Thoughts on Rope Bondage Perfection
Letting go of a tie looking a specific way allows a bondage rigger to experience more of their partner, more of the person they came to connect with and (dare I say) potentially love. You practice tension and making it look as neat and orderly as you can, but here is an insider’s secret… the aesthetics of knots aren’t as important as the emotional presence, directed attention and passion in who you are playing with. These are the things that will look like skill and perfection to others (hint-hint, that is how it works).
Deeper yet… attempting perfection is a form of suffering— because the idea of perfection blocks the experience of authentic, sensual flow. A sensual flow is a connection that goes both ways: toward those we interact with and back into that part of ourselves that blossoms and expands in the presence of Dirty Bliss (that sacred, transcendent place we share with others).
Imagine a rigger who arrives at a play party with their partner in hand. The rigger is anxious to tie and show all that they have been practicing, and their partner is excited to be tied and experience this skill. The rigger finds a station at which they can tie, a St. Andrew’s cross, and begins to work. Before long their partner is bound to the cross, but the Karada they recently learned and tied across their partner’s torso is not looking like the one they had studied. It looks crooked to the rigger and so they untie it and have a second go. Their second attempt turns into a third and they start to become noticeably agitated. “Why can’t I get my Karada to look like the instructor’s looked?” the rigger grumbles under their breath as they undo their tie and have a fourth go at it. Their partner is growing bored and feeling ignored, and so speaks out, “It does not matter. Look at me, let’s just play.” But the rigger keeps tying, unable to stop their struggle for perfection, unable to redefine their efforts as practice, and in turn, are unable to connect with the person they had planned to play with. The rigger is fixated on perfection and for his fixation they are distant and their partner is growing increasingly more distant from them.
The story of the obsessed rigger illustrates how perfection can become a source of suffering. Not pleasure based suffering. The mind based suffering one sets upon themselves.
Now, I get what you might be thinking, the abandonment of perfection seems like the ‘perfect’ recipe for poor skills. That such a person would then never reach an admired level of knowledge. As counter intuitive as this may seem, the opposite is true, but such knowledge can only be realized if you embrace the presence of the person you are tying and let go of perfection.
Like a sensual dinner date shared between two people (sometimes more), presence to those you are tying, savoring the ‘taste and flavor’ of your scene, is the core of what calls us back for more. If your sole focus is the perfection of your tie, you are missing the best moments of the ‘meal.’ And as the old saying goes, “No one attends dinner for a good shit.” Remember that one, it says so much more than its cleverness reveals. That is, the outcome of an experience is not as important as the process that got you there.
So I implore you, or at the least highly suggest, do your best not to judge the quality of your ties (or yourself) by your aesthetic preconceptions about the way something should look. Such ways of thinking are the thieves of joy. Life is too short for that shit (pun intended).
No one wants to return again be tied by a rope bondage rigger because of the way a tie looked. People return for the way something, or more specifically being with someone, feels. This is why it is sometimes difficult to see how or why a relationship works for other people, from a distance. You cannot see all the things understood between them. You cannot see why something feels so goddamn good!
Absorb what I am revealing. Become an "insider." Let go of obsessions with perfection. Taste the meal. Abandon preconceived aesthetic notions. Discover your sensual flow. Be patient, go slow, and always remember…it is not about tying rope, it is about tying people. People with feelings, people with hearts, people with flow. Be present to that reality, and your skills will grow.
© Tantus, Inc. 2020. All Rights Reserved.
One half of the rope bondage instruction duo, Two Knotty Boys, JD has been teaching interactive rope bondage and restraint workshops for nearly two decades. He’s co-authored, along with Dan of Two Knotty Boys, the bestselling books, Two Knotty Boys Showing You the Ropes (2006) and Two Knotty Boys Back on the Ropes (2009). Since then, he and Dan have traveled around the world teaching their unique brand of fusion rope bondage.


▶ **EXERCISE DIRECTIONS**
This exercise calls for an exact transcription. Set down every record below.

▶ **DATA EXCERPTS**
· · · · · · ·

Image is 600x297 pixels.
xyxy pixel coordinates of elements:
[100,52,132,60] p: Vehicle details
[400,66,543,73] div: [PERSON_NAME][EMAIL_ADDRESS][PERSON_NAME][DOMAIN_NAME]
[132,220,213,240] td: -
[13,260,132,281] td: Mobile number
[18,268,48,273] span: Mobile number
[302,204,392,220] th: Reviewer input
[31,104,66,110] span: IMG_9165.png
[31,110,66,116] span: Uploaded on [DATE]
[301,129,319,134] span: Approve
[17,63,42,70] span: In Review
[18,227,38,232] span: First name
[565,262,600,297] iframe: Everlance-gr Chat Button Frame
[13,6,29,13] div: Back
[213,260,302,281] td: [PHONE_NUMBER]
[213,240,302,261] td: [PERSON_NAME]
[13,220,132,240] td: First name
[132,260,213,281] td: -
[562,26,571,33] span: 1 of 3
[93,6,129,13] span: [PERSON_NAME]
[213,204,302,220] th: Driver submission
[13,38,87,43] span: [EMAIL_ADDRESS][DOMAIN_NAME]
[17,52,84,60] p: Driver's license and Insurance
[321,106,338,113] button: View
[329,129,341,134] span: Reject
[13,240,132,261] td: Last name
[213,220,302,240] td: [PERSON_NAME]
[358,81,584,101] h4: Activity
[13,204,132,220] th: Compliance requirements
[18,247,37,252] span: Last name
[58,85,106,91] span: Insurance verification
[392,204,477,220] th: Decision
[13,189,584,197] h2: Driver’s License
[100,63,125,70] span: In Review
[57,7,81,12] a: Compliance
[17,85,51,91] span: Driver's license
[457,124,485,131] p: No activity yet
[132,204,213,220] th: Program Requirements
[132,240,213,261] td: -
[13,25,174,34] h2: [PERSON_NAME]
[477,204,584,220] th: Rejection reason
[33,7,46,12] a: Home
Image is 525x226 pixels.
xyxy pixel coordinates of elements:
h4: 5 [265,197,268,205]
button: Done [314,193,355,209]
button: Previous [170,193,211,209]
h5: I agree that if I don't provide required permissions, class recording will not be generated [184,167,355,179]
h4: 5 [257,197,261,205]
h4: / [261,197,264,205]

· · · · · · ·

▶ **RESPONSE**
Image is 600x297 pixels.
xyxy pixel coordinates of elements:
[100,52,132,60] p: Vehicle details
[400,66,543,73] div: [PERSON_NAME][EMAIL_ADDRESS][PERSON_NAME][DOMAIN_NAME]
[132,220,213,240] td: -
[13,260,132,281] td: Mobile number
[18,268,48,273] span: Mobile number
[302,204,392,220] th: Reviewer input
[31,104,66,110] span: IMG_9165.png
[31,110,66,116] span: Uploaded on [DATE]
[301,129,319,134] span: Approve
[17,63,42,70] span: In Review
[18,227,38,232] span: First name
[565,262,600,297] iframe: Everlance-gr Chat Button Frame
[13,6,29,13] div: Back
[213,260,302,281] td: [PHONE_NUMBER]
[213,240,302,261] td: [PERSON_NAME]
[13,220,132,240] td: First name
[132,260,213,281] td: -
[562,26,571,33] span: 1 of 3
[93,6,129,13] span: [PERSON_NAME]
[213,204,302,220] th: Driver submission
[13,38,87,43] span: [EMAIL_ADDRESS][DOMAIN_NAME]
[17,52,84,60] p: Driver's license and Insurance
[321,106,338,113] button: View
[329,129,341,134] span: Reject
[13,240,132,261] td: Last name
[213,220,302,240] td: [PERSON_NAME]
[358,81,584,101] h4: Activity
[13,204,132,220] th: Compliance requirements
[18,247,37,252] span: Last name
[58,85,106,91] span: Insurance verification
[392,204,477,220] th: Decision
[13,189,584,197] h2: Driver’s License
[100,63,125,70] span: In Review
[57,7,81,12] a: Compliance
[17,85,51,91] span: Driver's license
[457,124,485,131] p: No activity yet
[132,204,213,220] th: Program Requirements
[132,240,213,261] td: -
[13,25,174,34] h2: [PERSON_NAME]
[477,204,584,220] th: Rejection reason
[33,7,46,12] a: Home
Image is 525x226 pixels.
xyxy pixel coordinates of elements:
h4: 5 [265,197,268,205]
button: Done [314,193,355,209]
button: Previous [170,193,211,209]
h5: I agree that if I don't provide required permissions, class recording will not be generated [184,167,355,179]
h4: 5 [257,197,261,205]
h4: / [261,197,264,205]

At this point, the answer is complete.